Consider creating a simpler playbook organized in this manner.

  • Brief Product/Solution Description – What does the solution do?
  • Use Cases Products Solves For.  For each use case, include:
    • What is the ideal customer profile (ICP)?
    • What is the buyer’s persona?
    • What are the current challenges they have which indicate your ability to solve for a specific use case?
    • What are the qualification questions and framework?
    • What discovery questions work best?
    • What are the benefits of working with your company and products?
      • Use examples and paint a vivid picture.
      • Use actual customer case studies that show “Customer Like Them” overcoming the same challenge by using your solutions.
    • The demo process.
      • Include video walkthroughs of the standard demo.
      • Define the demo process for engaging other teammates (if required).
    • Objection handling
    • Buying committee standard personas.
  • List of internal SMEs. Include any rules and processes required about how to partner with them during deals.
  • Link to the location of all standard documents, pieces of training, templates, and messaging. Include a process for requesting additional materials.
  • Competitive intel and any win wires for competitive deals for this product.
  • List of any recent win/loss analysis for this product.
  • Standard pricing, including discounting information. Include a process for the deal desk or general pricing management.

 

What would you change about this playbook model?

 

Measuring the effectiveness of your playbook

A sales playbook, appropriately built, should contribute to, at minimum, six key sales metrics:

  1. Improved sales (a higher win rate and larger deal sizes)
  2. Higher customer satisfaction
  3. Superior retention of high-performing salespeople
  4. Increased team morale
  5. Increase productivity
  6. A faster ramp-up of new hires

Getting the data for these metrics is vital to the success of the sales playbook and, more importantly, your sales reps’ success.

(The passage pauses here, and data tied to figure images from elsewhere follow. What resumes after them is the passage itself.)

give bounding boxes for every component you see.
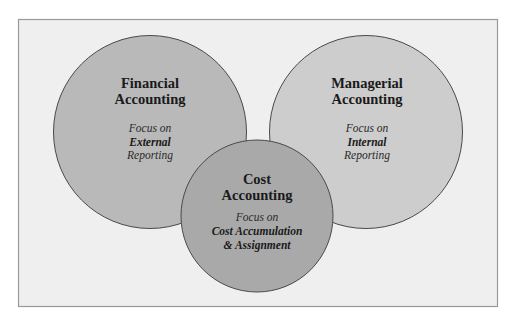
managerial-title-line2: Accounting	[332, 91, 404, 107]
managerial-focus-label: Focus on	[345, 122, 389, 134]
cost-focus-emphasis: Cost Accumulation	[212, 225, 303, 237]
cost-focus-tail: & Assignment	[224, 239, 292, 252]
cost-accounting-circle: Cost Accounting Focus on Cost Accumulati…	[181, 140, 333, 292]
accounting-venn-diagram: Financial Accounting Focus on External R…	[0, 0, 513, 319]
financial-focus-emphasis: External	[128, 136, 171, 148]
financial-focus-label: Focus on	[128, 122, 172, 134]
financial-focus-tail: Reporting	[126, 149, 173, 162]
cost-title-line2: Accounting	[222, 187, 294, 203]
managerial-title-line1: Managerial	[331, 75, 403, 91]
financial-title-line1: Financial	[121, 75, 179, 91]
cost-focus-label: Focus on	[235, 211, 279, 223]
managerial-focus-emphasis: Internal	[347, 136, 388, 148]
cost-title-line1: Cost	[243, 171, 271, 187]
managerial-focus-tail: Reporting	[343, 149, 390, 162]
financial-title-line2: Accounting	[115, 91, 187, 107]
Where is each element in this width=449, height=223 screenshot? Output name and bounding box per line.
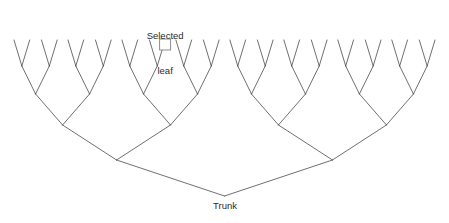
tree-branch: [144, 94, 171, 125]
tree-branch: [413, 66, 427, 94]
tree-branch: [63, 94, 90, 125]
tree-branch: [278, 125, 332, 160]
trunk-annotation: Trunk: [1, 200, 449, 212]
tree-branch: [386, 94, 413, 125]
tree-branch: [400, 66, 414, 94]
tree-branch: [278, 94, 305, 125]
tree-branch: [171, 94, 198, 125]
tree-branch: [359, 94, 386, 125]
selected-leaf-label-line2: leaf: [0, 65, 390, 77]
tree-branch: [400, 40, 408, 66]
tree-branch: [332, 125, 386, 160]
tree-branch: [392, 40, 400, 66]
tree-branch: [117, 125, 171, 160]
tree-branch: [427, 40, 435, 66]
tree-branch: [63, 125, 117, 160]
selected-leaf-label-line1: Selected: [0, 30, 390, 42]
tree-branch: [36, 94, 63, 125]
tree-branch: [251, 94, 278, 125]
tree-branch: [225, 160, 333, 196]
tree-branch: [117, 160, 225, 196]
selected-leaf-annotation: Selected leaf: [0, 7, 390, 88]
tree-branch: [419, 40, 427, 66]
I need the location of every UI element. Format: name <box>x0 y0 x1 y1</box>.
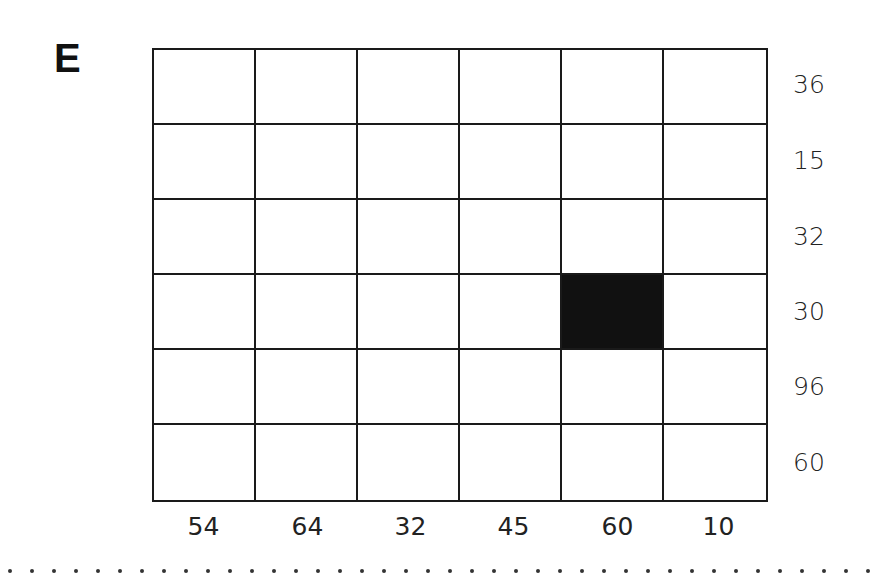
grid-cell-r4-c1[interactable] <box>256 350 358 425</box>
divider-dot <box>250 569 254 573</box>
divider-dot <box>96 569 100 573</box>
grid-cell-r4-c2[interactable] <box>358 350 460 425</box>
grid-cell-r0-c5[interactable] <box>664 50 766 125</box>
divider-dot <box>140 569 144 573</box>
grid-cell-r0-c1[interactable] <box>256 50 358 125</box>
column-clue: 54 <box>152 512 255 542</box>
divider-dot <box>206 569 210 573</box>
column-clue: 45 <box>462 512 565 542</box>
grid-cell-r3-c2[interactable] <box>358 275 460 350</box>
grid-cell-r5-c3[interactable] <box>460 425 562 500</box>
divider-dot <box>778 569 782 573</box>
divider-dot <box>294 569 298 573</box>
grid-cell-r5-c4[interactable] <box>562 425 664 500</box>
row-clue: 60 <box>793 448 843 478</box>
divider-dot <box>536 569 540 573</box>
divider-dot <box>184 569 188 573</box>
puzzle-label: E <box>54 38 81 78</box>
row-clue: 15 <box>793 146 843 176</box>
grid-cell-r5-c1[interactable] <box>256 425 358 500</box>
divider-dot <box>624 569 628 573</box>
grid-cell-r4-c4[interactable] <box>562 350 664 425</box>
divider-dot <box>800 569 804 573</box>
grid-cell-r2-c3[interactable] <box>460 200 562 275</box>
divider-dot <box>844 569 848 573</box>
grid-cell-r1-c3[interactable] <box>460 125 562 200</box>
grid-cell-r5-c5[interactable] <box>664 425 766 500</box>
dotted-divider <box>0 566 886 576</box>
grid-cell-r2-c0[interactable] <box>154 200 256 275</box>
divider-dot <box>360 569 364 573</box>
divider-dot <box>162 569 166 573</box>
grid-cell-r2-c5[interactable] <box>664 200 766 275</box>
row-clue: 30 <box>793 297 843 327</box>
grid-cell-r0-c3[interactable] <box>460 50 562 125</box>
divider-dot <box>52 569 56 573</box>
divider-dot <box>118 569 122 573</box>
divider-dot <box>558 569 562 573</box>
grid-cell-r4-c3[interactable] <box>460 350 562 425</box>
divider-dot <box>514 569 518 573</box>
divider-dot <box>8 569 12 573</box>
divider-dot <box>756 569 760 573</box>
grid-cell-r2-c2[interactable] <box>358 200 460 275</box>
divider-dot <box>734 569 738 573</box>
grid-cell-r2-c1[interactable] <box>256 200 358 275</box>
column-clue: 60 <box>566 512 669 542</box>
column-clue: 32 <box>359 512 462 542</box>
grid-cell-r3-c3[interactable] <box>460 275 562 350</box>
divider-dot <box>580 569 584 573</box>
divider-dot <box>602 569 606 573</box>
divider-dot <box>492 569 496 573</box>
divider-dot <box>74 569 78 573</box>
column-clue: 10 <box>667 512 770 542</box>
grid-cell-r2-c4[interactable] <box>562 200 664 275</box>
grid-cell-r0-c0[interactable] <box>154 50 256 125</box>
grid-cell-r1-c0[interactable] <box>154 125 256 200</box>
divider-dot <box>316 569 320 573</box>
divider-dot <box>470 569 474 573</box>
divider-dot <box>382 569 386 573</box>
divider-dot <box>822 569 826 573</box>
grid-cell-r0-c2[interactable] <box>358 50 460 125</box>
grid-cell-r5-c2[interactable] <box>358 425 460 500</box>
grid-cell-r1-c2[interactable] <box>358 125 460 200</box>
divider-dot <box>646 569 650 573</box>
puzzle-grid <box>152 48 768 502</box>
divider-dot <box>404 569 408 573</box>
divider-dot <box>690 569 694 573</box>
divider-dot <box>426 569 430 573</box>
grid-cell-r3-c4[interactable] <box>562 275 664 350</box>
divider-dot <box>228 569 232 573</box>
row-clue: 32 <box>793 222 843 252</box>
grid-cell-r0-c4[interactable] <box>562 50 664 125</box>
row-clue: 36 <box>793 70 843 100</box>
row-clue: 96 <box>793 372 843 402</box>
grid-cell-r5-c0[interactable] <box>154 425 256 500</box>
column-clue: 64 <box>256 512 359 542</box>
grid-cell-r1-c4[interactable] <box>562 125 664 200</box>
grid-cell-r3-c5[interactable] <box>664 275 766 350</box>
divider-dot <box>272 569 276 573</box>
grid-cell-r4-c0[interactable] <box>154 350 256 425</box>
divider-dot <box>338 569 342 573</box>
grid-cell-r4-c5[interactable] <box>664 350 766 425</box>
divider-dot <box>668 569 672 573</box>
grid-cell-r3-c0[interactable] <box>154 275 256 350</box>
grid-cell-r3-c1[interactable] <box>256 275 358 350</box>
divider-dot <box>448 569 452 573</box>
divider-dot <box>866 569 870 573</box>
grid-cell-r1-c5[interactable] <box>664 125 766 200</box>
divider-dot <box>30 569 34 573</box>
divider-dot <box>712 569 716 573</box>
grid-cell-r1-c1[interactable] <box>256 125 358 200</box>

Getting the data can be as simple as short surveys sent to both reps and customers and setting up dashboards in your CRM and other reporting systems.

Don’t lose sight of the fact that your seller playbooks should be easy to use, with easy access for your busy sales team. The most effective and successful playbooks are easy-to-use, concise, and have step-by-step instructions for closing deals.

Video – Looking for a Sales Playbook Template

I wanted to share this easy-to-use Sales Playbook template with you, created in Trainual.

Give a listen to the video and feel free to either use the template as a guide for your efforts or use Trainual to fully flesh out your sales playbook.